Today, we’re looking at a specific series — the Super Mario series — and we’ve picked ten of our absolute favourite tunes from the Mushroom Kingdom. With just ten tracks on our playlist, it’s inevitable that some good’uns will have fallen by the wayside (and even some indisputable classics — earworms like the original World 1-1 and Jump Up, Super Star! are obviously great, but we’ve had our fill of those for… ooo, maybe a lifetime or two).
We’re sure you’ll let us know which ones we’ve overlooked in the comments, but as a group compilation taking suggestions from the whole team here at NL Towers, we’re quite pleased with the tight and varied setlist we’ve come up with.
So, may we present to you — in no particular order (because how could we possibly?) — ten of the very finest musical accompaniments to a Mushroom Kingdom sojourn you could ever hope to hear…
Contents
Steam Gardens (Super Mario Odyssey, 2017)
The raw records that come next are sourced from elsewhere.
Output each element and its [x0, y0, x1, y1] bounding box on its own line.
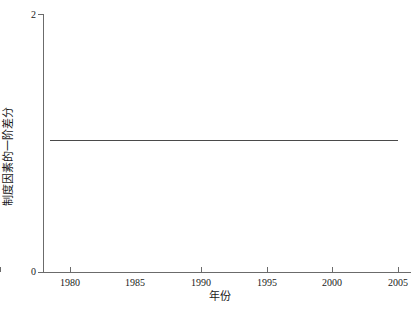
x-tick-label-1985: 1985 [112, 277, 158, 288]
y-axis-title: 制度因素的一阶差分 [0, 0, 16, 312]
x-tick-label-1990: 1990 [178, 277, 224, 288]
x-tick-mark-1980 [70, 267, 71, 272]
x-tick-label-2005: 2005 [375, 277, 417, 288]
x-axis-title: 年份 [0, 290, 417, 303]
x-tick-mark-1995 [267, 267, 268, 272]
x-tick-mark-1990 [201, 267, 202, 272]
chart-figure: 2 0 1980 1985 1990 1995 2000 2005 年份 制度因… [0, 0, 417, 312]
x-tick-mark-2000 [332, 267, 333, 272]
y-tick-mark-2 [38, 14, 43, 15]
y-axis-line [43, 14, 44, 273]
data-series-line [50, 140, 398, 141]
x-tick-label-1995: 1995 [244, 277, 290, 288]
x-tick-mark-2005 [398, 267, 399, 272]
x-tick-label-1980: 1980 [47, 277, 93, 288]
x-axis-line [43, 272, 411, 273]
x-tick-label-2000: 2000 [309, 277, 355, 288]
y-tick-mark-0 [38, 272, 43, 273]
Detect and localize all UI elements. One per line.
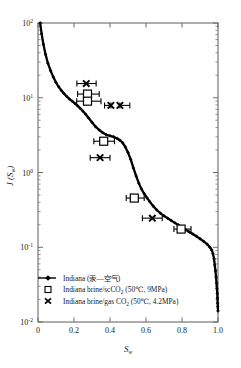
x-tick-label: 0.2: [69, 326, 79, 335]
legend-open-square-marker: [45, 287, 51, 293]
legend-item-gasco2[interactable]: Indiana brine/gas CO2 (50℃, 4.2MPa): [45, 297, 179, 307]
x-tick-label: 0.8: [177, 326, 187, 335]
legend-label-scco2: Indiana brine/scCO2 (50℃, 9MPa): [63, 285, 168, 295]
legend-label-gasco2: Indiana brine/gas CO2 (50℃, 4.2MPa): [63, 297, 179, 307]
y-axis-title: J (Sw): [5, 166, 16, 186]
chart-background: [0, 0, 241, 368]
legend-label-indiana-mercury-air: Indiana (汞—空气): [63, 274, 121, 283]
svg-text:J (Sw): J (Sw): [5, 166, 16, 186]
x-tick-label: 0.4: [105, 326, 115, 335]
capillary-pressure-j-function-chart: 10210110010-110-2 00.20.40.60.81.0 India…: [0, 0, 241, 368]
x-tick-label: 0.6: [141, 326, 151, 335]
x-tick-label: 0: [36, 326, 40, 335]
legend-item-scco2[interactable]: Indiana brine/scCO2 (50℃, 9MPa): [45, 285, 168, 295]
x-tick-label: 1.0: [213, 326, 223, 335]
figure-container: 10210110010-110-2 00.20.40.60.81.0 India…: [0, 0, 241, 368]
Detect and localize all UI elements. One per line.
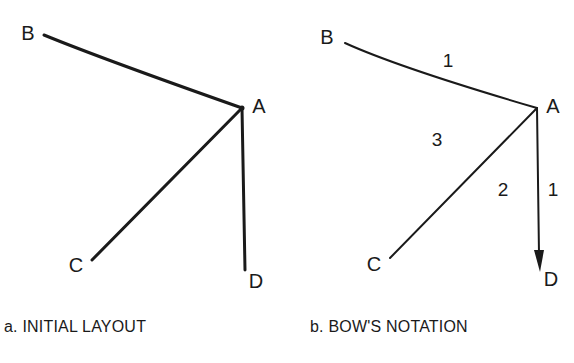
figure-a-edges xyxy=(44,35,245,270)
diagram-canvas xyxy=(0,0,574,363)
space-number: 2 xyxy=(498,180,509,199)
joint-a-node xyxy=(240,106,245,111)
edge-b-b xyxy=(345,43,537,108)
edge-b-c xyxy=(390,108,537,258)
node-label-b: B xyxy=(320,27,333,47)
edge-a-b xyxy=(44,35,242,108)
node-label-c: C xyxy=(367,254,381,274)
node-label-a: A xyxy=(252,96,265,116)
node-label-c: C xyxy=(69,255,83,275)
node-label-d: D xyxy=(249,271,263,291)
node-label-b: B xyxy=(21,23,34,43)
arrowhead-icon xyxy=(534,250,544,272)
caption-bows-notation: b. BOW'S NOTATION xyxy=(310,318,468,336)
space-number: 1 xyxy=(548,180,559,199)
space-number: 3 xyxy=(432,130,443,149)
edge-b-d xyxy=(537,108,539,254)
edge-a-c xyxy=(92,108,242,260)
edge-a-d xyxy=(242,108,245,270)
caption-initial-layout: a. INITIAL LAYOUT xyxy=(4,318,146,336)
space-number: 1 xyxy=(443,51,454,70)
figure-b-edges xyxy=(345,43,539,258)
node-label-a: A xyxy=(546,96,559,116)
node-label-d: D xyxy=(544,269,558,289)
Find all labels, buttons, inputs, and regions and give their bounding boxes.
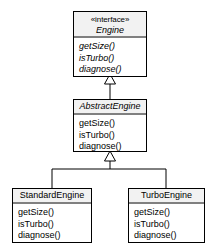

Composer(s): Naoto Kubo, Shiho Fujii, Koji Kondo
The beauty of this piece is that it feels nothing like any other music from any other Mario game (and therefore stands out as something fresh and exciting) and still manages to capture the irreverent spirit of the level itself. It sounds like something you’d find in a chase scene from a ’60s spy movie, but instead you’ve got Mario bouncing around an odd arrangement of floating construction zone pieces, encroaching foliage, and cog-filled robot dudes. Oh, and a T-Rex wandering around in the bowels of the level, natch. GL
Hear it in: Super Mario Odyssey
World 1 Map (Super Mario Bros. 3, 1988)
Composer(s): Koji Kondo
We could have gone with practically any track from this game, but the jaunty tune from the World 1 Map screen is right up there with the Mario music we’ve listened to most in our lives. You know the score — you’re just about to dive into World 1-1 (which we’ve also got a huge soft spot for) and get called away to eat dinner or something, and when you return there’s Mario and all the animal and plant life of the Mushroom Kingdom bopping along in time to the beat just as you left them. What a tune! What a game!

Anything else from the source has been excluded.